Josh Sosland PortraitKeeping supermarket shelves filled during the early weeks of the coronavirus pandemic required phenomenal effort by the consumer packaged foods industry working to accommodate an unprecedented spike in at-home eating. To whatever degree the “crisis mode” at food manufacturers, including bakers, has eased from March and April, a new wave of uncertainty connected with the pandemic has emerged.

Questions about school reopenings loomed as a major national issue throughout the summer, and with the start of the school year at hand, those questions have not been definitively answered. Since July, New York City public schools have planned to reopen with a mix of in-person and remote learning. Last week, Chicago announced the school year would begin with online-only classes as a result of a rising number of cases there. Many universities only now are informing students of protocols for the return to school. How reopenings are handled has major implications for grain-based foods.

In the spring, bakers pivoted when foodservice and institutional demand for baked foods suddenly evaporated. Going into the fall, the industry faces what could be even more difficult – a highly variable and uncertain situation. There is a major difference for food suppliers between whether a school operates remotely, in a hybrid (in-person and remote mix) model or in-person. What could pose a nearly insurmountable problem would be not knowing which model will be in place from one week to the next. Even as hopes rise for a vaccine and an end to the pandemic, the immediate future will be full of challenges.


| EXERCISE DIRECTIONS |
Look through the listing below for lines containing "axis". State how many there are, and nothing else.

----- INPUT RECORDS -----

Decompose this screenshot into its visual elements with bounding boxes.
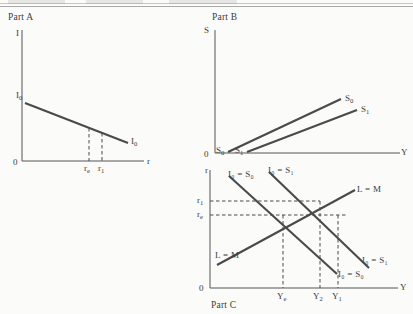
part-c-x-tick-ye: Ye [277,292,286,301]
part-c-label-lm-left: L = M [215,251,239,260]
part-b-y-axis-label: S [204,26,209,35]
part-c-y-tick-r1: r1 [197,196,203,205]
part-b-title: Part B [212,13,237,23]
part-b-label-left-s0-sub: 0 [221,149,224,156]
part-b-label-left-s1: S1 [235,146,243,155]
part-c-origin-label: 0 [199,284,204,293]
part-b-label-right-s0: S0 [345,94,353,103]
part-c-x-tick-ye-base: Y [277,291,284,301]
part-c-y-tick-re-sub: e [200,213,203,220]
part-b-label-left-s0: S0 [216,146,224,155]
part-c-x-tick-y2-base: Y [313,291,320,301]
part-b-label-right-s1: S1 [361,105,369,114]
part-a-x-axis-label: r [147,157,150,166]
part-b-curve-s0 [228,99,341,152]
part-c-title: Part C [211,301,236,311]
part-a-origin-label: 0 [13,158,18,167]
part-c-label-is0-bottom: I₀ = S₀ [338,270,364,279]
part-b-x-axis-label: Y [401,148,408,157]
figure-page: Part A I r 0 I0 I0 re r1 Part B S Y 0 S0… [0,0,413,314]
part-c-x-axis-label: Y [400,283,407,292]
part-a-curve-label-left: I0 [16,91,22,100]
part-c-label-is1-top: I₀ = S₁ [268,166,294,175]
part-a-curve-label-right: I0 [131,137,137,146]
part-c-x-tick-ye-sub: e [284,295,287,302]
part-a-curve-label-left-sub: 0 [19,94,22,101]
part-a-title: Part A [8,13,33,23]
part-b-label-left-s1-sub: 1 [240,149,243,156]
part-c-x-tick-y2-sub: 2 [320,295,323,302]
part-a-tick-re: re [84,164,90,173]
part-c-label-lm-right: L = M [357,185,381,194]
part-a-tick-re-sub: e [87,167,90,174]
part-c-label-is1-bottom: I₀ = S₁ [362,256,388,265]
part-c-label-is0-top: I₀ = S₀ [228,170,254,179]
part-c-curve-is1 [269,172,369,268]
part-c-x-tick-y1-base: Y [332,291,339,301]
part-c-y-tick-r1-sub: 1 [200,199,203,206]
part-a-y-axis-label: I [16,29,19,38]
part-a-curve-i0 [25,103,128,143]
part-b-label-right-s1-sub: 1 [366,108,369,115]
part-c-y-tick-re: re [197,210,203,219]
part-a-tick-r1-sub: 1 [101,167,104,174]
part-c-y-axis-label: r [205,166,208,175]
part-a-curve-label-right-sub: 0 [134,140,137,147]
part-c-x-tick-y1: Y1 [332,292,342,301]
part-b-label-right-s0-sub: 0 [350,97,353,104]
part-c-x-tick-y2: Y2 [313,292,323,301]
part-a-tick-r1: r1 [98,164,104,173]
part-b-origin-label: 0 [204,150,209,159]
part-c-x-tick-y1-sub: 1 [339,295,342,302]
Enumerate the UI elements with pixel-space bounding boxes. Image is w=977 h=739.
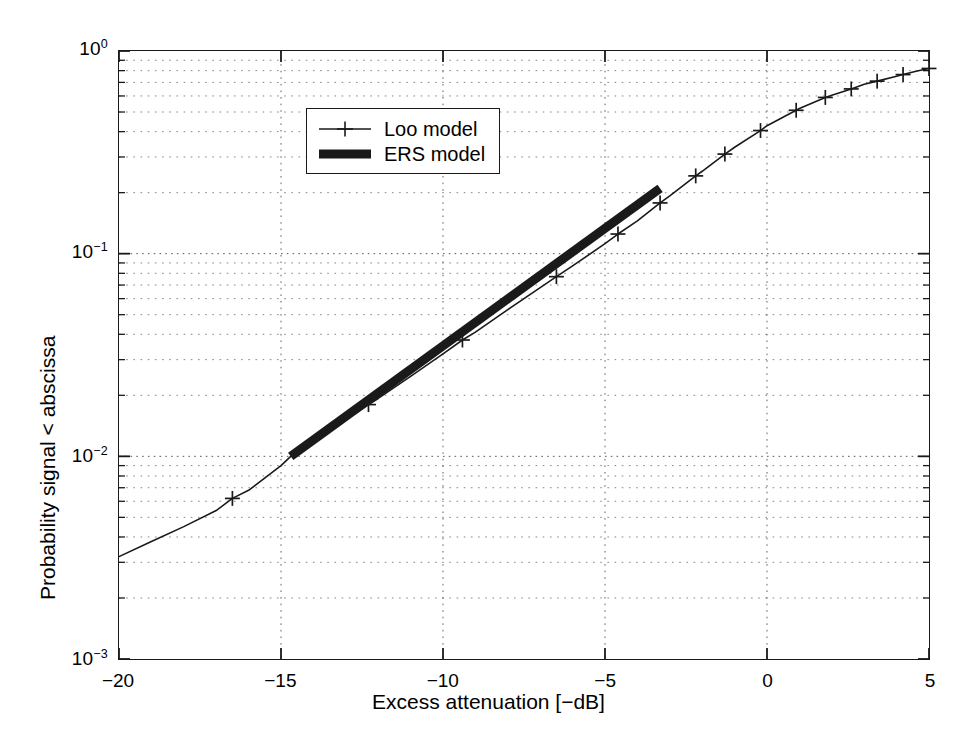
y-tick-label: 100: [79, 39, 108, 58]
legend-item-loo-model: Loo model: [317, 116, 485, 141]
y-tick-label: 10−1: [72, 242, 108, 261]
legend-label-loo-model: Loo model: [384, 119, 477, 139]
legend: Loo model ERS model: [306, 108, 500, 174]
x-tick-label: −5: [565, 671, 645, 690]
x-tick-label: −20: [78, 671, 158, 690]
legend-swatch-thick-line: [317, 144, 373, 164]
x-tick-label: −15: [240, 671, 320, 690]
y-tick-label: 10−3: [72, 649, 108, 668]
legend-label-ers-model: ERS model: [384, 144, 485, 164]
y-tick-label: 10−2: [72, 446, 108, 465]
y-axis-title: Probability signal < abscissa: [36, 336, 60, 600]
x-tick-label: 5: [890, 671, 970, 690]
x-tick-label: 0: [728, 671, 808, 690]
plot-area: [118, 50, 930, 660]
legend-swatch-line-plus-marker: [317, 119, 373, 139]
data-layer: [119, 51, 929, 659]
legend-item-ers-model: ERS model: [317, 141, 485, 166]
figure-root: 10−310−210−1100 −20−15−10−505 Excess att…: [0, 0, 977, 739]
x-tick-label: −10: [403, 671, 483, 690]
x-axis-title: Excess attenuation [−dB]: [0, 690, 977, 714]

-----

| TASK ANSWER |
8